### [TASK REQUIREMENTS]
The result should be a faithful copy of every entry below, with the pictures left out.

**** DATA TO PROCESS ****

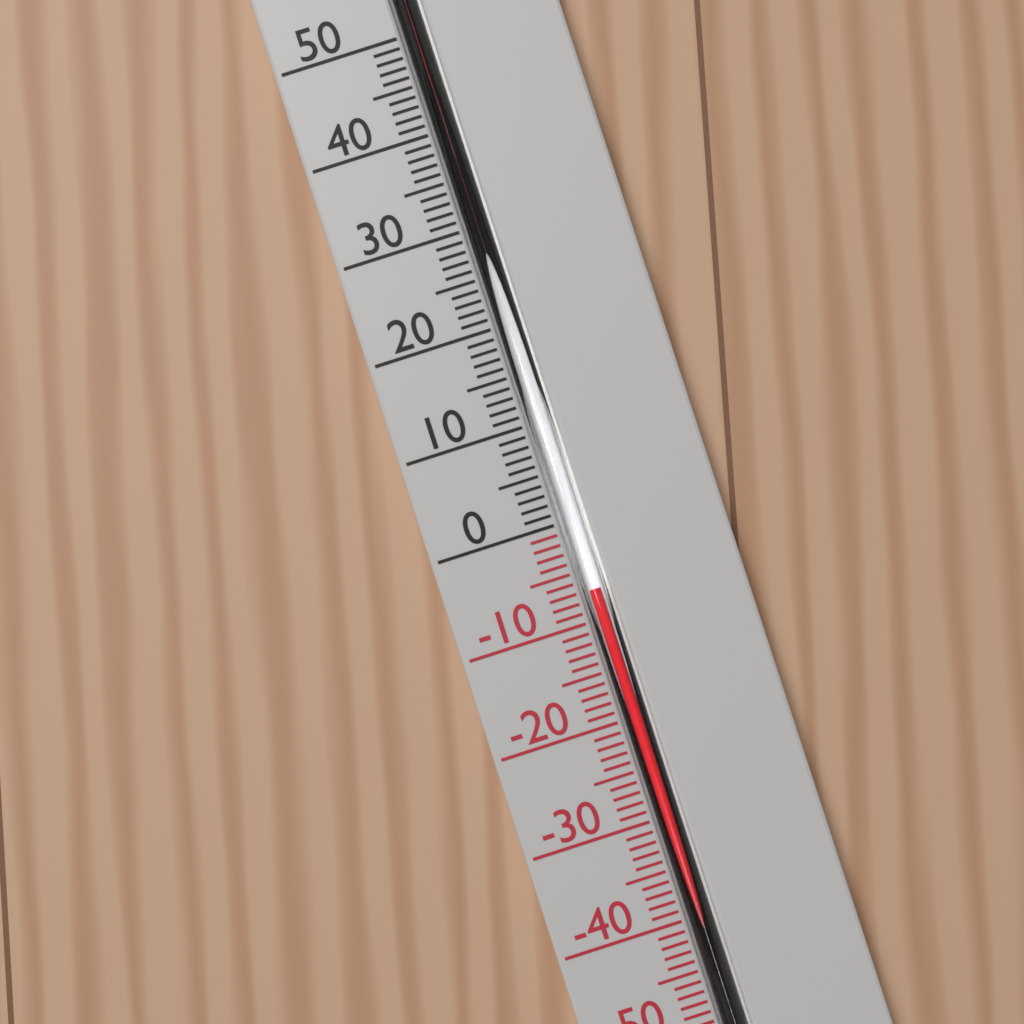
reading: -7 °C
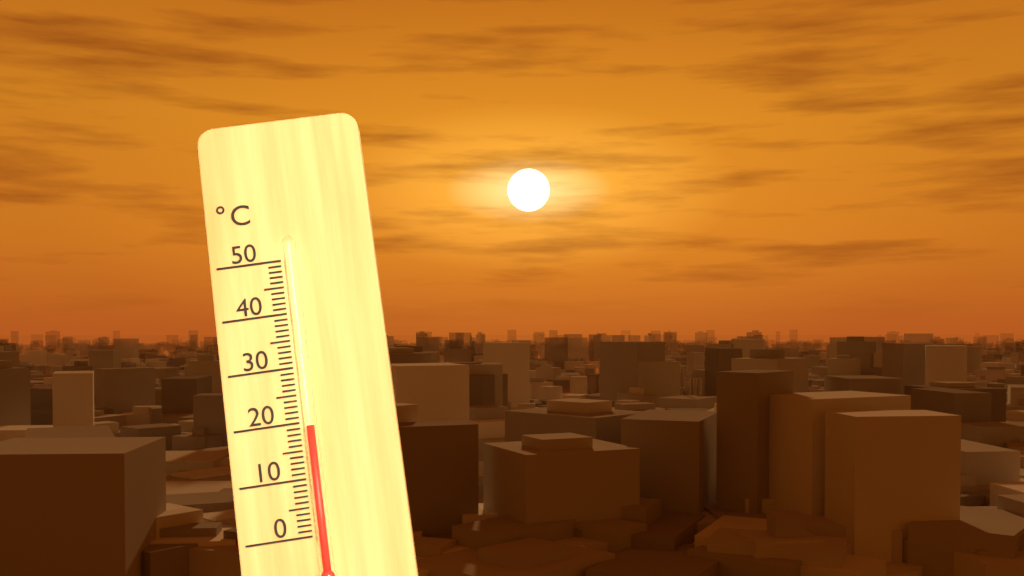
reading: 19 °C
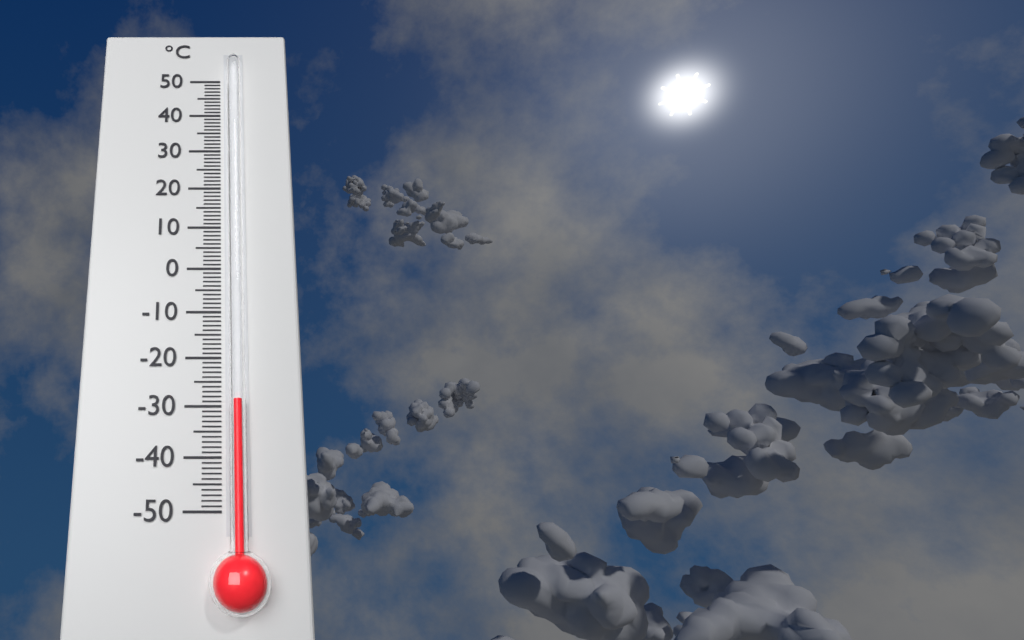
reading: -29 °C
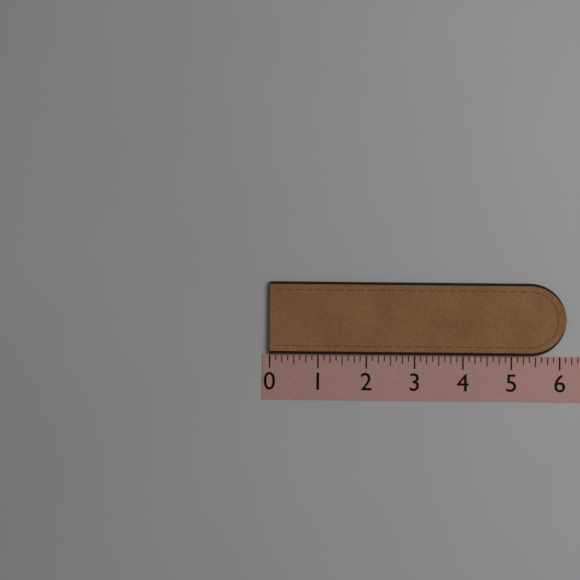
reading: 6.125 (no unit)
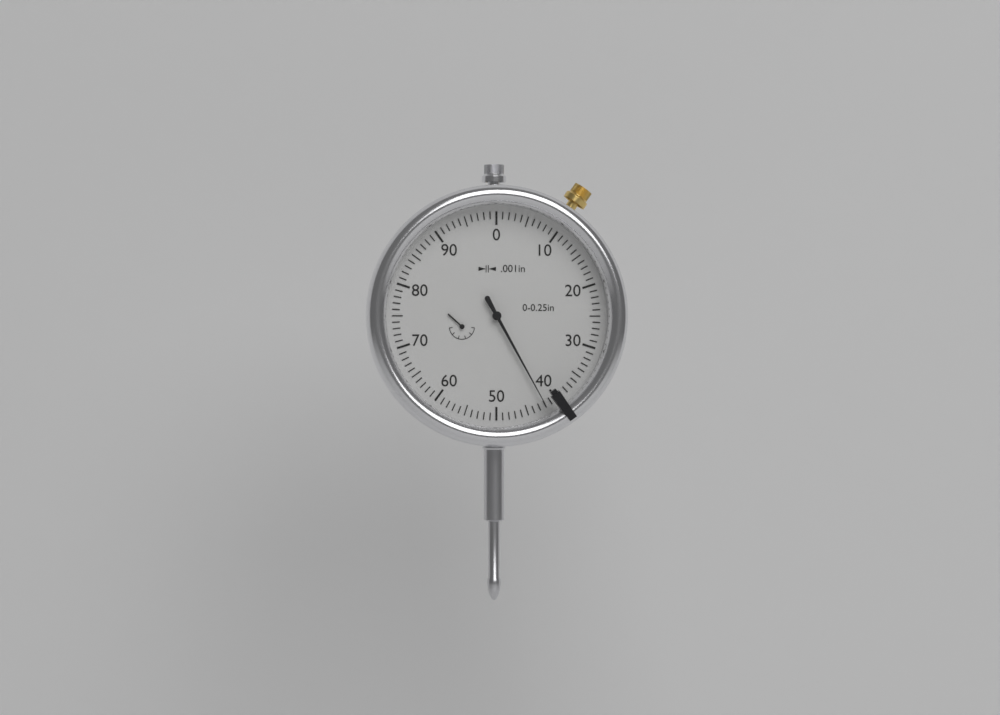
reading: 0.042 in
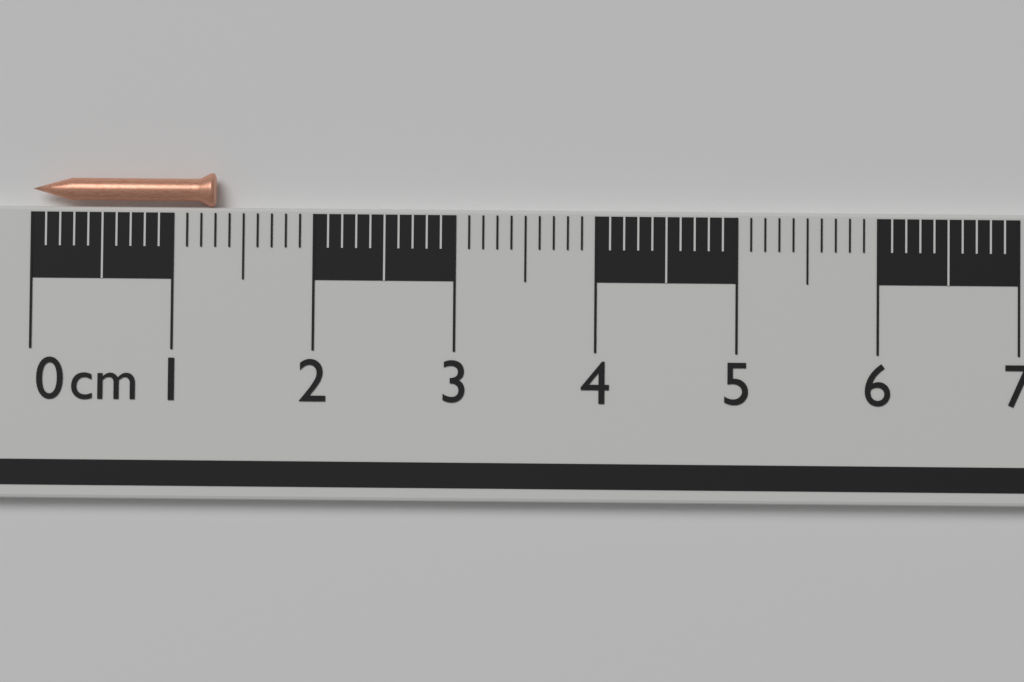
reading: 1.3 cm
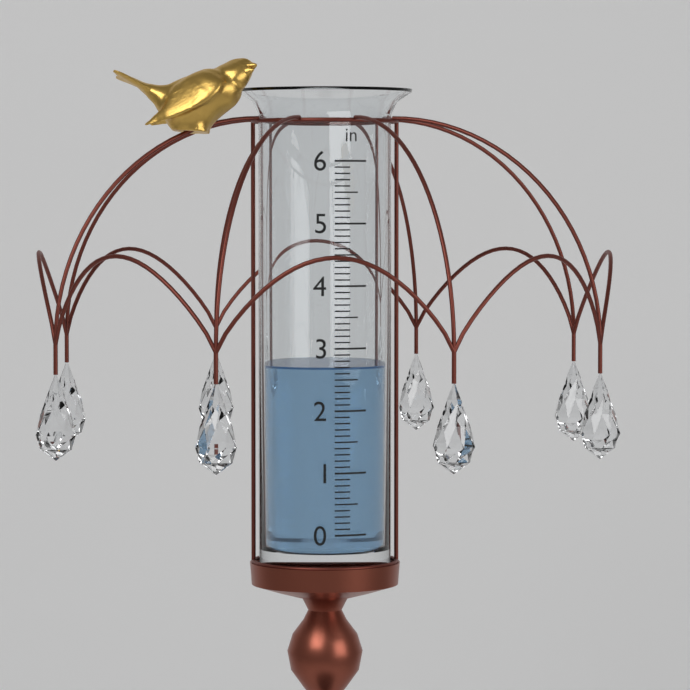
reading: 2.7 in
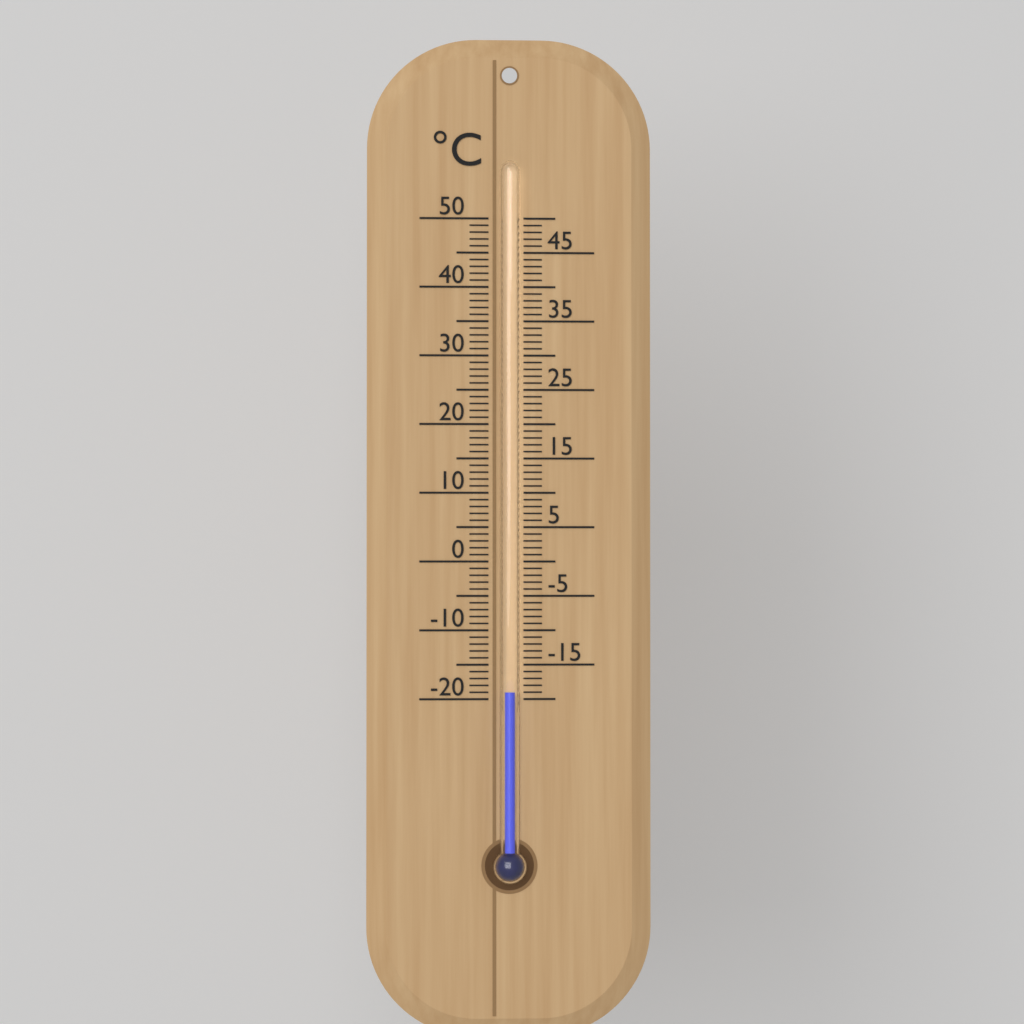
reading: -19 °C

****

### [YOUR SOLUTION]
reading: -7 °C
reading: 19 °C
reading: -29 °C
reading: 6.125 (no unit)
reading: 0.042 in
reading: 1.3 cm
reading: 2.7 in
reading: -19 °C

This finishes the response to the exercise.